While the fourth-generation of LTE has made smartphone connectivity the mainstream in urban environments, 5G networks are expected to dwarf the capabilities of 4G LTE. Ultra-low latency will enable applications such as self-driving vehicles and other smart city solutions and rural environments will have more reliable access to regular internet connections.
“5G infrastructure is coming and it’s going to be ubiquitous,” says Doug Bellinger, CTO of Martello Technologies. The Kanata-based company is one of the local firms putting the ENCQOR testbed to use.
“All kinds of mission-critical things that we don’t really do on the internet today (will be performed) on 5G networks very soon,” Bellinger tells Techopia.
“It’s clearly worth orders of magnitude more to be great in 5G than it is to be great in 4G.”
Doug Bellinger, CTO of Martello Technologies
Martello hit a milestone late last year when it completed the first phase of testing its solution’s compatibility with 5G networks via ENCQOR. Bellinger says the company, which develops software to troubleshoot issues on communication networks, sees an enormous market opportunity in scaling its solution to 5G networks.
While the company is already able to, for example, help clients maintain the quality of video calls over the internet, the ability to troubleshoot mission-critical services – such as autonomous vehicles or remote surgery applications – represents an exciting new frontier.
“Our work gets more valuable the more important services are and the more users are using those services,” Bellinger says. “It’s clearly worth orders of magnitude more to be great in 5G than it is to be great in 4G.”
Readying for overseas expansion
Ottawa startup SnowM is using the ENCQOR platform as a local proving ground for global markets.
As its name might suggest, the local startup currently develops an Internet of Things-based solution for snow-clearing contractors. SnowM’s devices – small objects set up on a customer’s property – give plow drivers a more accurate indicator of which homes to clear than traditional GPS or physical descriptions can provide. It’s a solution that SnowM could extend to other industries where precise tracking is needed along a route, such as perimeter security or property management.

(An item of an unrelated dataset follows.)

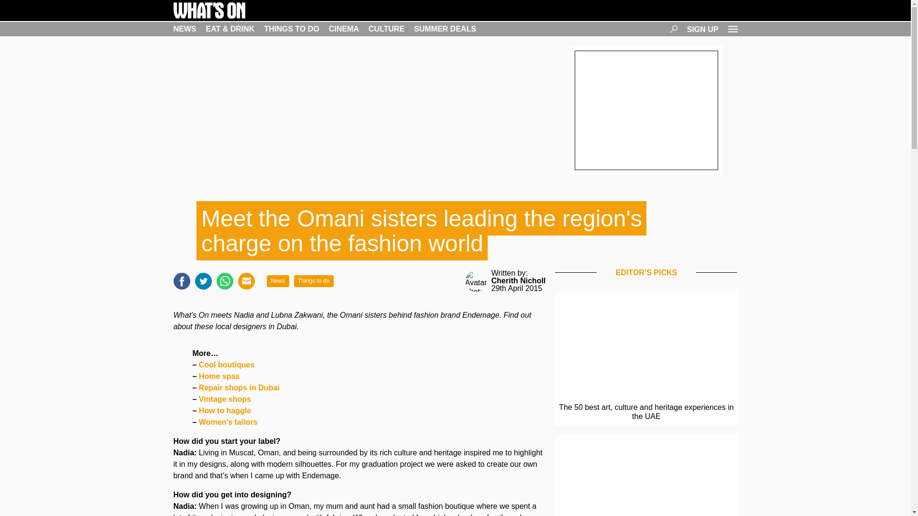  What do you see at coordinates (343, 29) in the screenshot?
I see `CINEMA` at bounding box center [343, 29].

The company’s devices operate on traditional 4G networks, but SnowM CEO Madan Kanala sees an opportunity to provide a more granular view of Ottawa roads with 5G technology. For example, he imagines a day when his company’s devices can provide road crews with real-time updates on where snow is accumulating on local roads and plan services around those smart city insights.
Beyond Ottawa, however, SnowM is using the ENCQOR platform to prepare itself for business overseas. In addition to 5G, the local testbed allows SnowM to make use of narrowband-IoT networks – a subset of 4G LTE that optimizes the battery life of IoT devices.

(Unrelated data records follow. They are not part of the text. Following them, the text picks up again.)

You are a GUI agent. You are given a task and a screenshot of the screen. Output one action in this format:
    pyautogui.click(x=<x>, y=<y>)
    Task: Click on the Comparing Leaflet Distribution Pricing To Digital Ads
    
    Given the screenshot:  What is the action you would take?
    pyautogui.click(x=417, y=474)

Kanala says the company is gearing up to tackle contract opportunities in India, where narrowband IoT is already live, and has relied on ENCQOR to prove it can meet the country’s networking requirements.

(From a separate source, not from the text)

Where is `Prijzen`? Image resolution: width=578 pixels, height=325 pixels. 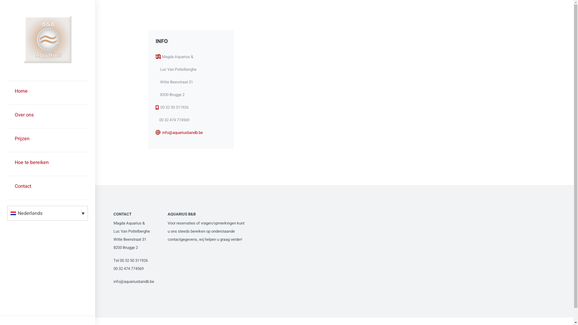
Prijzen is located at coordinates (48, 140).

“I cannot travel to New York, I cannot travel to India just to test my platform on their network,” Kanala tells Techopia. “Right now, I just drive from Kanata to Bayview Yards and the work is done. That’s the value these guys are providing.”
ENCQOR’s partners also benefit from providing their tech to burgeoning SMEs. Companies such as Ciena put out calls for projects on the platform that tech companies and academic institutions can bid on, giving smaller players the chance to collaborate on 5G initiatives with the biggest names in the industry today.
Bellinger notes that companies like Martello can provide agility on specific projects that these enterprises don’t always have internally. He considers it a decent tradeoff for access to technology that would otherwise be prohibitively expensive for the firm to access itself.
“A small company like us being able to access a fully built-out 5G environment … that would be a huge expense if we had to do it ourselves.”
Rogers Communications took the first step towards next-gen connectivity in early 2020, turning on its 5G networks in areas including downtown Ottawa. While other telecoms have been cagey on when their networks will begin to roll out, local companies such as Martello and SnowM are gearing up to tackle the market as soon as the switch is flicked.